Intro:
I have a dataset with a classical "large p, small n problem". The number available samples n=150 while the number of possible predictors p=400. The outcome is a continuous variable.
I want to find the most "important" descriptors, i.e., those that are best candidates for explaining the outcome and helping to build a theory.
After research on this topic I found LASSO and Elastic Net are commonly used for the case of large p, small n. Some of my predictors are highly correlated and I want to preserve their groupings in the importance assessment, therefore, I opted for Elastic Net. I suppose that I can use absolute values of regression coefficients as a measure of importance (please correct me if I am wrong; my dataset is standardized).
Problem:
As my number of samples is small, how can I achieve a stable model?
My current approach is to find best tuning parameters (lambda and alpha) in a grid search on 90% of the dataset with 10-fold cross-validation averaging MSE score. Then I train the model with the best tuning parameters on the whole 90% of dataset. I am able to evaluate my model using R squared on the holdout 10% of the dataset (which account to only 15 samples).
Running repeatedly this procedure, I found a large variance in R squared assessments. As well, the number of non-zeroed predictors varies as well as their coefficients.
How can I get a more stable assessment of predictors' importance and more stable assessment of final model performance?
Can I repeatedly run my procedure to create a number of models, and then average regression coefficients? Or should I use the number of occurrences of a predictor in the models as its importance score?
Currently, I get around 40-50 non-zeroed predictors. Should I penalize number of predictors harder for better stability?
Best Answer
"Sparse Algorithms are not Stable: A No-free-lunch Theorem"
I guess the title says a lot, as you pointed out.
[…] a sparse algorithm can have non-unique optimal solutions, and is therefore ill-posed
Check out randomized lasso, and the talk by Peter Buhlmann.
Update:
I found this paper easier to follow than the paper by Meinshausen and Buhlmann called "Stability Selection".
In "Random Lasso", the authors consider the two important drawbacks of the lasso for large $p$, small $n$ problems, that is,
- In the case where there exist several correlated variables, lasso only picks one or a few, thus leading to the instability that you talk about
- Lasso cannot select more variables than the sample size $n$ which is a problem for many models
The main idea for random lasso, that is able to deal with both drawbacks of lasso is the following
If several independent data sets were generated from the same distribution, then we would expect lasso to select nonidentical subsets of those highly correlated important variables from different data sets, and our final collection may be most, or perhaps even all, of those highly correlated important variables by taking a union of selected variables from different data sets. Such a process may yield more than $n$ variables, overcoming the other limitation of lasso.
Bootstrap samples are drawn to simulate multiple data sets. The final coefficients are obtained by averaging over the results of each bootstrap sample.
It would be great if somebody could elaborate on and explain this algorithm further in the answers.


*What you have to do*. What you return should match the listing exactly, minus its images.

** Data shown follows **

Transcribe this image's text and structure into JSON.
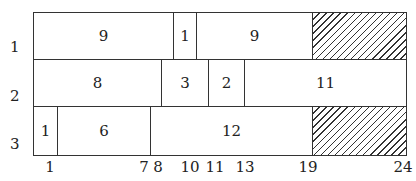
{
  "diagram": {
    "rows": [
      {
        "label": "1",
        "cells": [
          {
            "text": "9",
            "x1": 33,
            "x2": 173,
            "hatched": false
          },
          {
            "text": "1",
            "x1": 173,
            "x2": 196,
            "hatched": false
          },
          {
            "text": "9",
            "x1": 196,
            "x2": 312,
            "hatched": false
          },
          {
            "text": "",
            "x1": 312,
            "x2": 406,
            "hatched": true
          }
        ]
      },
      {
        "label": "2",
        "cells": [
          {
            "text": "8",
            "x1": 33,
            "x2": 161,
            "hatched": false
          },
          {
            "text": "3",
            "x1": 161,
            "x2": 208,
            "hatched": false
          },
          {
            "text": "2",
            "x1": 208,
            "x2": 244,
            "hatched": false
          },
          {
            "text": "11",
            "x1": 244,
            "x2": 406,
            "hatched": false
          }
        ]
      },
      {
        "label": "3",
        "cells": [
          {
            "text": "1",
            "x1": 33,
            "x2": 57,
            "hatched": false
          },
          {
            "text": "6",
            "x1": 57,
            "x2": 150,
            "hatched": false
          },
          {
            "text": "12",
            "x1": 150,
            "x2": 312,
            "hatched": false
          },
          {
            "text": "",
            "x1": 312,
            "x2": 406,
            "hatched": true
          }
        ]
      }
    ],
    "axis_ticks": [
      {
        "label": "1",
        "x": 50
      },
      {
        "label": "7",
        "x": 144
      },
      {
        "label": "8",
        "x": 158
      },
      {
        "label": "10",
        "x": 190
      },
      {
        "label": "11",
        "x": 215
      },
      {
        "label": "13",
        "x": 245
      },
      {
        "label": "19",
        "x": 308
      },
      {
        "label": "24",
        "x": 403
      }
    ]
  }
}
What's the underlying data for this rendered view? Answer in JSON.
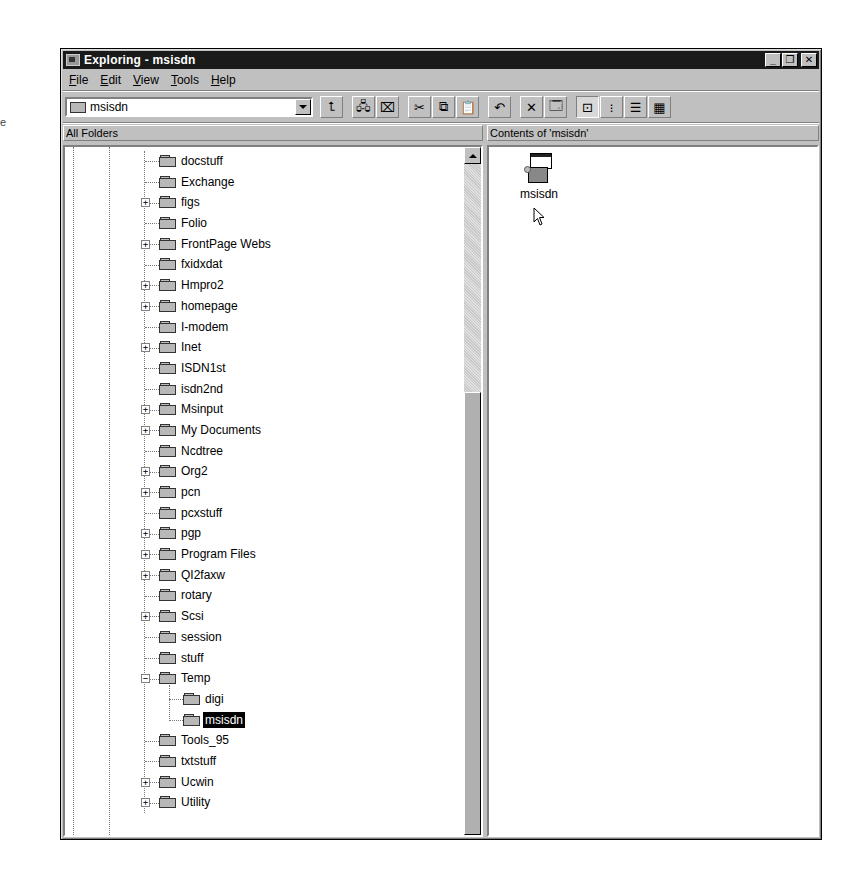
{
  "window": {
    "title": "Exploring - msisdn",
    "controls": {
      "minimize": "_",
      "maximize": "❐",
      "close": "✕"
    }
  },
  "menu": {
    "items": [
      {
        "label": "File",
        "accel": "F"
      },
      {
        "label": "Edit",
        "accel": "E"
      },
      {
        "label": "View",
        "accel": "V"
      },
      {
        "label": "Tools",
        "accel": "T"
      },
      {
        "label": "Help",
        "accel": "H"
      }
    ]
  },
  "toolbar": {
    "address_value": "msisdn",
    "buttons": [
      {
        "name": "up-one-level",
        "icon": "folder-up-icon",
        "glyph": "⮤"
      },
      {
        "name": "map-network-drive",
        "icon": "map-drive-icon",
        "glyph": "🖧"
      },
      {
        "name": "disconnect-network-drive",
        "icon": "disconnect-drive-icon",
        "glyph": "⌧"
      },
      {
        "name": "cut",
        "icon": "scissors-icon",
        "glyph": "✂"
      },
      {
        "name": "copy",
        "icon": "copy-icon",
        "glyph": "⧉"
      },
      {
        "name": "paste",
        "icon": "paste-icon",
        "glyph": "📋"
      },
      {
        "name": "undo",
        "icon": "undo-icon",
        "glyph": "↶"
      },
      {
        "name": "delete",
        "icon": "delete-icon",
        "glyph": "✕"
      },
      {
        "name": "properties",
        "icon": "properties-icon",
        "glyph": "🗔"
      },
      {
        "name": "large-icons",
        "icon": "large-icons-view-icon",
        "glyph": "⊡",
        "pressed": true
      },
      {
        "name": "small-icons",
        "icon": "small-icons-view-icon",
        "glyph": "⁝"
      },
      {
        "name": "list",
        "icon": "list-view-icon",
        "glyph": "☰"
      },
      {
        "name": "details",
        "icon": "details-view-icon",
        "glyph": "▦"
      }
    ]
  },
  "panes": {
    "left_header": "All Folders",
    "right_header": "Contents of 'msisdn'"
  },
  "tree": {
    "items": [
      {
        "label": "docstuff",
        "level": 0,
        "expander": ""
      },
      {
        "label": "Exchange",
        "level": 0,
        "expander": ""
      },
      {
        "label": "figs",
        "level": 0,
        "expander": "+"
      },
      {
        "label": "Folio",
        "level": 0,
        "expander": ""
      },
      {
        "label": "FrontPage Webs",
        "level": 0,
        "expander": "+"
      },
      {
        "label": "fxidxdat",
        "level": 0,
        "expander": ""
      },
      {
        "label": "Hmpro2",
        "level": 0,
        "expander": "+"
      },
      {
        "label": "homepage",
        "level": 0,
        "expander": "+"
      },
      {
        "label": "I-modem",
        "level": 0,
        "expander": ""
      },
      {
        "label": "Inet",
        "level": 0,
        "expander": "+"
      },
      {
        "label": "ISDN1st",
        "level": 0,
        "expander": ""
      },
      {
        "label": "isdn2nd",
        "level": 0,
        "expander": ""
      },
      {
        "label": "Msinput",
        "level": 0,
        "expander": "+"
      },
      {
        "label": "My Documents",
        "level": 0,
        "expander": "+"
      },
      {
        "label": "Ncdtree",
        "level": 0,
        "expander": ""
      },
      {
        "label": "Org2",
        "level": 0,
        "expander": "+"
      },
      {
        "label": "pcn",
        "level": 0,
        "expander": "+"
      },
      {
        "label": "pcxstuff",
        "level": 0,
        "expander": ""
      },
      {
        "label": "pgp",
        "level": 0,
        "expander": "+"
      },
      {
        "label": "Program Files",
        "level": 0,
        "expander": "+"
      },
      {
        "label": "QI2faxw",
        "level": 0,
        "expander": "+"
      },
      {
        "label": "rotary",
        "level": 0,
        "expander": ""
      },
      {
        "label": "Scsi",
        "level": 0,
        "expander": "+"
      },
      {
        "label": "session",
        "level": 0,
        "expander": ""
      },
      {
        "label": "stuff",
        "level": 0,
        "expander": ""
      },
      {
        "label": "Temp",
        "level": 0,
        "expander": "−"
      },
      {
        "label": "digi",
        "level": 1,
        "expander": ""
      },
      {
        "label": "msisdn",
        "level": 1,
        "expander": "",
        "selected": true,
        "open": true
      },
      {
        "label": "Tools_95",
        "level": 0,
        "expander": ""
      },
      {
        "label": "txtstuff",
        "level": 0,
        "expander": ""
      },
      {
        "label": "Ucwin",
        "level": 0,
        "expander": "+"
      },
      {
        "label": "Utility",
        "level": 0,
        "expander": "+"
      }
    ]
  },
  "contents": {
    "items": [
      {
        "label": "msisdn",
        "icon": "application-setup-icon"
      }
    ]
  },
  "edge_text": "e"
}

** End of Data shown **

*Output of the task*.
Transcribe this image's text and structure into JSON.
{
  "diagram": {
    "rows": [
      {
        "label": "1",
        "cells": [
          {
            "text": "9",
            "x1": 33,
            "x2": 173,
            "hatched": false
          },
          {
            "text": "1",
            "x1": 173,
            "x2": 196,
            "hatched": false
          },
          {
            "text": "9",
            "x1": 196,
            "x2": 312,
            "hatched": false
          },
          {
            "text": "",
            "x1": 312,
            "x2": 406,
            "hatched": true
          }
        ]
      },
      {
        "label": "2",
        "cells": [
          {
            "text": "8",
            "x1": 33,
            "x2": 161,
            "hatched": false
          },
          {
            "text": "3",
            "x1": 161,
            "x2": 208,
            "hatched": false
          },
          {
            "text": "2",
            "x1": 208,
            "x2": 244,
            "hatched": false
          },
          {
            "text": "11",
            "x1": 244,
            "x2": 406,
            "hatched": false
          }
        ]
      },
      {
        "label": "3",
        "cells": [
          {
            "text": "1",
            "x1": 33,
            "x2": 57,
            "hatched": false
          },
          {
            "text": "6",
            "x1": 57,
            "x2": 150,
            "hatched": false
          },
          {
            "text": "12",
            "x1": 150,
            "x2": 312,
            "hatched": false
          },
          {
            "text": "",
            "x1": 312,
            "x2": 406,
            "hatched": true
          }
        ]
      }
    ],
    "axis_ticks": [
      {
        "label": "1",
        "x": 50
      },
      {
        "label": "7",
        "x": 144
      },
      {
        "label": "8",
        "x": 158
      },
      {
        "label": "10",
        "x": 190
      },
      {
        "label": "11",
        "x": 215
      },
      {
        "label": "13",
        "x": 245
      },
      {
        "label": "19",
        "x": 308
      },
      {
        "label": "24",
        "x": 403
      }
    ]
  }
}
What's the underlying data for this rendered view? Answer in JSON.
{
  "window": {
    "title": "Exploring - msisdn",
    "controls": {
      "minimize": "_",
      "maximize": "❐",
      "close": "✕"
    }
  },
  "menu": {
    "items": [
      {
        "label": "File",
        "accel": "F"
      },
      {
        "label": "Edit",
        "accel": "E"
      },
      {
        "label": "View",
        "accel": "V"
      },
      {
        "label": "Tools",
        "accel": "T"
      },
      {
        "label": "Help",
        "accel": "H"
      }
    ]
  },
  "toolbar": {
    "address_value": "msisdn",
    "buttons": [
      {
        "name": "up-one-level",
        "icon": "folder-up-icon",
        "glyph": "⮤"
      },
      {
        "name": "map-network-drive",
        "icon": "map-drive-icon",
        "glyph": "🖧"
      },
      {
        "name": "disconnect-network-drive",
        "icon": "disconnect-drive-icon",
        "glyph": "⌧"
      },
      {
        "name": "cut",
        "icon": "scissors-icon",
        "glyph": "✂"
      },
      {
        "name": "copy",
        "icon": "copy-icon",
        "glyph": "⧉"
      },
      {
        "name": "paste",
        "icon": "paste-icon",
        "glyph": "📋"
      },
      {
        "name": "undo",
        "icon": "undo-icon",
        "glyph": "↶"
      },
      {
        "name": "delete",
        "icon": "delete-icon",
        "glyph": "✕"
      },
      {
        "name": "properties",
        "icon": "properties-icon",
        "glyph": "🗔"
      },
      {
        "name": "large-icons",
        "icon": "large-icons-view-icon",
        "glyph": "⊡",
        "pressed": true
      },
      {
        "name": "small-icons",
        "icon": "small-icons-view-icon",
        "glyph": "⁝"
      },
      {
        "name": "list",
        "icon": "list-view-icon",
        "glyph": "☰"
      },
      {
        "name": "details",
        "icon": "details-view-icon",
        "glyph": "▦"
      }
    ]
  },
  "panes": {
    "left_header": "All Folders",
    "right_header": "Contents of 'msisdn'"
  },
  "tree": {
    "items": [
      {
        "label": "docstuff",
        "level": 0,
        "expander": ""
      },
      {
        "label": "Exchange",
        "level": 0,
        "expander": ""
      },
      {
        "label": "figs",
        "level": 0,
        "expander": "+"
      },
      {
        "label": "Folio",
        "level": 0,
        "expander": ""
      },
      {
        "label": "FrontPage Webs",
        "level": 0,
        "expander": "+"
      },
      {
        "label": "fxidxdat",
        "level": 0,
        "expander": ""
      },
      {
        "label": "Hmpro2",
        "level": 0,
        "expander": "+"
      },
      {
        "label": "homepage",
        "level": 0,
        "expander": "+"
      },
      {
        "label": "I-modem",
        "level": 0,
        "expander": ""
      },
      {
        "label": "Inet",
        "level": 0,
        "expander": "+"
      },
      {
        "label": "ISDN1st",
        "level": 0,
        "expander": ""
      },
      {
        "label": "isdn2nd",
        "level": 0,
        "expander": ""
      },
      {
        "label": "Msinput",
        "level": 0,
        "expander": "+"
      },
      {
        "label": "My Documents",
        "level": 0,
        "expander": "+"
      },
      {
        "label": "Ncdtree",
        "level": 0,
        "expander": ""
      },
      {
        "label": "Org2",
        "level": 0,
        "expander": "+"
      },
      {
        "label": "pcn",
        "level": 0,
        "expander": "+"
      },
      {
        "label": "pcxstuff",
        "level": 0,
        "expander": ""
      },
      {
        "label": "pgp",
        "level": 0,
        "expander": "+"
      },
      {
        "label": "Program Files",
        "level": 0,
        "expander": "+"
      },
      {
        "label": "QI2faxw",
        "level": 0,
        "expander": "+"
      },
      {
        "label": "rotary",
        "level": 0,
        "expander": ""
      },
      {
        "label": "Scsi",
        "level": 0,
        "expander": "+"
      },
      {
        "label": "session",
        "level": 0,
        "expander": ""
      },
      {
        "label": "stuff",
        "level": 0,
        "expander": ""
      },
      {
        "label": "Temp",
        "level": 0,
        "expander": "−"
      },
      {
        "label": "digi",
        "level": 1,
        "expander": ""
      },
      {
        "label": "msisdn",
        "level": 1,
        "expander": "",
        "selected": true,
        "open": true
      },
      {
        "label": "Tools_95",
        "level": 0,
        "expander": ""
      },
      {
        "label": "txtstuff",
        "level": 0,
        "expander": ""
      },
      {
        "label": "Ucwin",
        "level": 0,
        "expander": "+"
      },
      {
        "label": "Utility",
        "level": 0,
        "expander": "+"
      }
    ]
  },
  "contents": {
    "items": [
      {
        "label": "msisdn",
        "icon": "application-setup-icon"
      }
    ]
  },
  "edge_text": "e"
}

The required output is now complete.